PUBLICATIONS

2020

redical
Krumer-Nevo, Michal. 2020. “Radical Hope: Poverty-Aware Practice for Social Work”. The British Journal of Social Work, pp. 263.

The book is based on the author’s ongoing professional and academic endeavour to conceptualise the poverty-aware paradigm (PAP) and develop its implementation in policy and practice. Although the PAP is present throughout the book, the book is much more than a mere presentation of the paradigm. Rather, it addresses the manifestation of grand theories and critical ideas in interpersonal and social relationships. In this sense, the paradigm serves as an analytical lens through which abstract notions such as social injustice, power relationships and recognition operate in the lives of individuals and the work of social workers. By including personal accounts, case studies and performative texts, Krumer-Nevo emphasises the notion that dialogue is an essential feature of any transformational process, whether personal, social or political.

The introduction and first chapter are dedicated to outlining the PAP as a theoretical, ethical and practical framework for social work with people living in poverty. Combining a critical social analysis of poverty with relational notions, the paradigm asserts that poverty is a violation of human rights that people in poverty actively resist, that professional knowledge should be based on close relationships with services users and that social workers should stand by their service users in their struggle against poverty. In what follows, the book is divided into four sections, devoted to the different pillars of the paradigm: transformation, recognition, rights and solidarity.

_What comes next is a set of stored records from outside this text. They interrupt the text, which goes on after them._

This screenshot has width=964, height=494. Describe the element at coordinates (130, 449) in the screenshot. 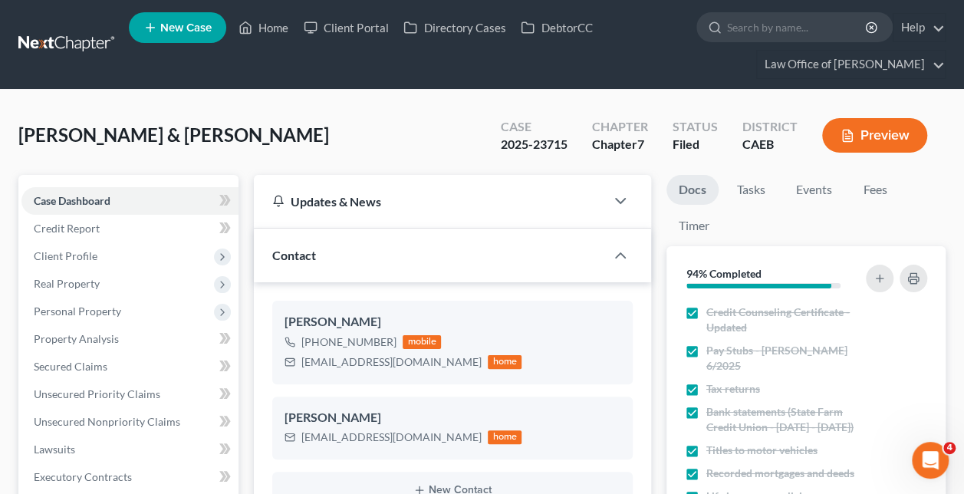

I see `a: Lawsuits` at that location.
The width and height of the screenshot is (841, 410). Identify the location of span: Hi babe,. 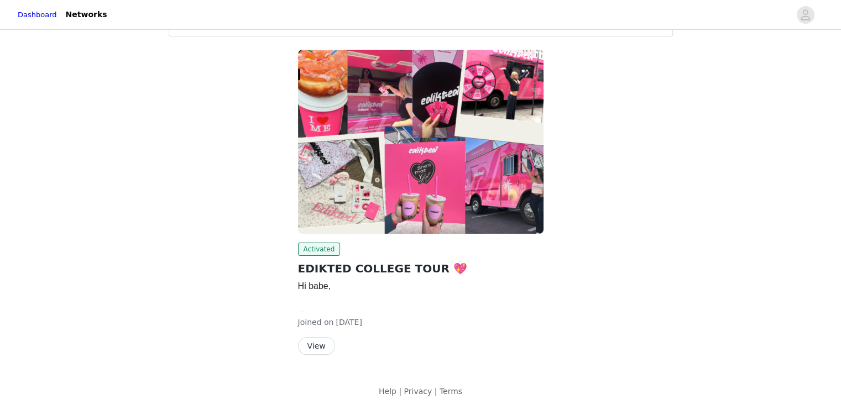
(315, 286).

The first section, ‘Transformation’, focuses on critical consciousness and is rooted in the notion that adopting the PAP (and critical thinking in general) requires individuals to undergo a transformative process of deconstructing and reconstructing their core assumptions and eventually changing the ways in which they practice. These chapters involve a deconstruction of mainstream practices and offer alternative, social-justice-based practices for talking, writing and teaching about poverty. The final chapter of this section is written in an FAQ (Frequently Asked Questions) format, offering readers ten critical poverty-aware answers to frequently asked (mainly conservative) questions. This chapter departs from the focus on social work practice and addresses the need to challenge and transform the wider public discourse on poverty. The following two sections, ‘Recognition’ and ‘Rights’, unfold the two focal points of the PAP practice: the politics of recognition and respect and the politics of redistribution.

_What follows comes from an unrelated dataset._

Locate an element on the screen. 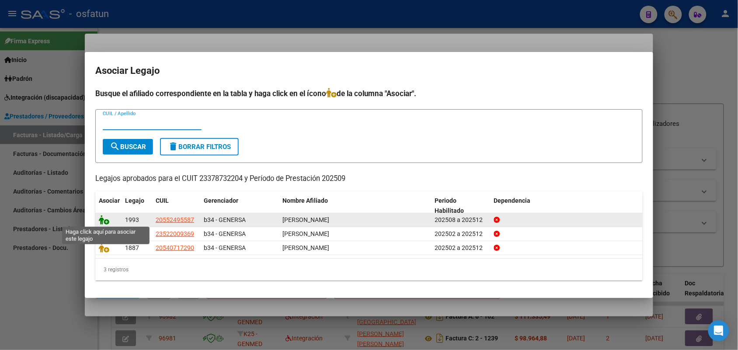 This screenshot has width=738, height=350. span: 20552495587 is located at coordinates (175, 220).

Recognition is presented as an organising concept for acknowledging the subjectivity of service users in therapeutic relationships. Building on relational psychoanalytic theories (e.g. Benjamin, 1988) and linking them to critical theories (e.g. Fraser, 1995), this section of the book outlines what recognition means in the context of poverty. The first chapter offers a fresh view on the concept of therapy. Krumer-Nevo asserts that what makes social workers’ work therapeutic is not the setting in which they work or the content of their interventions, but rather their ability to create relationships of recognition with services users. The following chapters of this section address three areas in which social workers often fail to recognise service users’ subjectivity in the context of poverty: services users’ needs and knowledge, the emotional pain caused by poverty, and the ways in which service users resist poverty.

The third section, ‘Rights’, is dedicated to the politics of redistribution in direct practice. Unlike Maslow, who hierarchised basic and emotional needs, the PAP perceives these needs as interconnected. This section of the book argues that a focus on services users’ inner worlds is insufficient in the context of poverty and that rights-based practice is essential for poverty-aware social work. The four chapters of this section bring to the forefront two rights-based practices: active realisation of rights and material assistance.

The last section of the book, ‘Solidarity’, confronts the question of the position social workers take when they work with people in poverty. Two dimensions of the question of position are addressed here—the ethical and the practical. Using four case studies, this section reflects how ethical questions shape the everyday practice of social workers. What, for example, does the ethical stance of standing by look like when a child is at risk? How is the ethical stance of confronting structural injustice expressed in practice? The case studies concretise the abstract notion of solidarity, making it applicable and relevant to the work of social workers.

In sum, reading this book involves a constant movement between the academic and the poetic, the evocative and the analytical, and the theoretical and the practical. The author succeeds in integrating all of these into a single holistic and powerful experience of transformative learning that indeed opens a space for radical hope.